User & stakeholder research
Information architecture
Prototyping & usability testing
Cross-functional collaboration
Fleet owners in Pakistan's trucking industry were running their entire businesses through WhatsApp — finding jobs through broker connections, coordinating drivers over calls, and tracking deliveries manually. I was brought in as the sole designer to take this from zero to a shipped Android app. The challenge wasn't just digitizing their workflow — it was designing for users who had never used a purpose-built business tool before.


Access to work was controlled by a handful of brokers. Fleet owners weren't struggling to find trucks or drivers — they were stuck waiting on a small network of brokers who controlled job allocation. Securing a single shipment took an average of 3 days, and owners had no way to go direct. Every day without a job was money lost.
💡 Opportunity: Connect fleet owners directly to shippers, removing the broker dependency entirely.
Manual operations were creating costly, invisible risks. Driver availability, vehicle conditions, booking history, and finances were all tracked through WhatsApp messages and personal notebooks. There was no single source of truth. Owners were regularly making decisions — like bidding on jobs — without knowing if they had the drivers to fulfill them.
💡 Opportunity: Centralize fleet operations into one reliable platform so owners can make confident decisions without chasing information across messages and notebooks.


Reducing noise to build shipper trust. Early testing gave fleet owners complete freedom to bid any amount. This created a flood of erratic, lowball bids that frustrated shippers and made the platform feel unreliable. I proposed structured bidding strategies based on observed user behavior — owners could choose to maximize earnings or stay competitive. Bid quality improved immediately, and platform engagement increased by 50%.

Fixing a workflow that set owners up to fail. The initial flow matched the owner's mental model: win the bid, then assign a driver. In testing, this consistently backfired — owners would secure jobs only to find no drivers were available, damaging their reputation with shippers. I redesigned the flow to require driver confirmation before a bid could be submitted. It was a small friction that prevented a much bigger failure.
Designing for how users actually work, not how we assumed they would. Early assumptions pointed toward a web app as the default starting point. But through field research, a clear pattern emerged — fleet owners and drivers operate almost entirely on mobile, often in trucks, depots, and on the road with no access to a desktop. WhatsApp itself was the proof: their entire business already lived on a phone. Building for Android first wasn't a technical preference — it was the only choice that met users where they actually were.
I designed a dual-sided Android app: a job board marketplace for discovering and bidding on freight jobs, and a fleet management layer for tracking drivers, vehicles, and bookings — all replacing the fragmented WhatsApp workflow with a single source of truth.

Fleet owners needed to feel in control for the first time. I prioritized search and filtering prominently so users could scan relevant jobs in seconds, rather than waiting passively for a broker's call. The result: job discovery time dropped from days to under an hour.
Early testing revealed a critical flaw: open bidding led to erratic, irrelevant bids that frustrated shippers and undermined trust in the platform. I introduced structured bidding strategies — "maximize earnings" vs. "stay competitive" — based on observed user behavior. This reduced bad bids and increased engagement by 50%.

Keeping managers in control after the bid is won. Once a job is secured, the work doesn't stop. Managers can monitor live shipment deliveries and driver locations directly through the app — no more chasing drivers over phone calls to get a status update. Real-time visibility means faster decisions, fewer delays, and fewer costly surprises.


● Problem
Without including any images, repeat the listing below exactly.
───── The records
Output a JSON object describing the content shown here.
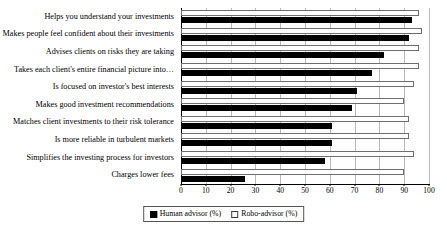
{
  "chart_data": {
    "type": "bar",
    "orientation": "horizontal",
    "title": "",
    "xlabel": "",
    "ylabel": "",
    "xlim": [
      0,
      100
    ],
    "xticks": [
      0,
      10,
      20,
      30,
      40,
      50,
      60,
      70,
      80,
      90,
      100
    ],
    "grid": true,
    "legend_position": "bottom-center",
    "categories": [
      "Helps you understand your investments",
      "Makes people feel confident about their investments",
      "Advises clients on risks they are taking",
      "Takes each client's entire financial picture into…",
      "Is focused on investor's best interests",
      "Makes good investment recommendations",
      "Matches client investments to their risk tolerance",
      "Is more reliable in turbulent markets",
      "Simplifies the investing process for investors",
      "Charges lower fees"
    ],
    "series": [
      {
        "name": "Human advisor (%)",
        "color": "#000000",
        "values": [
          93,
          92,
          82,
          77,
          71,
          69,
          61,
          61,
          58,
          26
        ]
      },
      {
        "name": "Robo-advisor (%)",
        "color": "#ffffff",
        "values": [
          96,
          97,
          96,
          96,
          94,
          90,
          92,
          92,
          94,
          90
        ]
      }
    ]
  },
  "legend": {
    "items": [
      {
        "label": "Human advisor (%)",
        "swatch": "filled-black-square"
      },
      {
        "label": "Robo-advisor (%)",
        "swatch": "hollow-white-square"
      }
    ]
  }
}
──────────
● Exercise solution
Output a JSON object describing the content shown here.
{
  "chart_data": {
    "type": "bar",
    "orientation": "horizontal",
    "title": "",
    "xlabel": "",
    "ylabel": "",
    "xlim": [
      0,
      100
    ],
    "xticks": [
      0,
      10,
      20,
      30,
      40,
      50,
      60,
      70,
      80,
      90,
      100
    ],
    "grid": true,
    "legend_position": "bottom-center",
    "categories": [
      "Helps you understand your investments",
      "Makes people feel confident about their investments",
      "Advises clients on risks they are taking",
      "Takes each client's entire financial picture into…",
      "Is focused on investor's best interests",
      "Makes good investment recommendations",
      "Matches client investments to their risk tolerance",
      "Is more reliable in turbulent markets",
      "Simplifies the investing process for investors",
      "Charges lower fees"
    ],
    "series": [
      {
        "name": "Human advisor (%)",
        "color": "#000000",
        "values": [
          93,
          92,
          82,
          77,
          71,
          69,
          61,
          61,
          58,
          26
        ]
      },
      {
        "name": "Robo-advisor (%)",
        "color": "#ffffff",
        "values": [
          96,
          97,
          96,
          96,
          94,
          90,
          92,
          92,
          94,
          90
        ]
      }
    ]
  },
  "legend": {
    "items": [
      {
        "label": "Human advisor (%)",
        "swatch": "filled-black-square"
      },
      {
        "label": "Robo-advisor (%)",
        "swatch": "hollow-white-square"
      }
    ]
  }
}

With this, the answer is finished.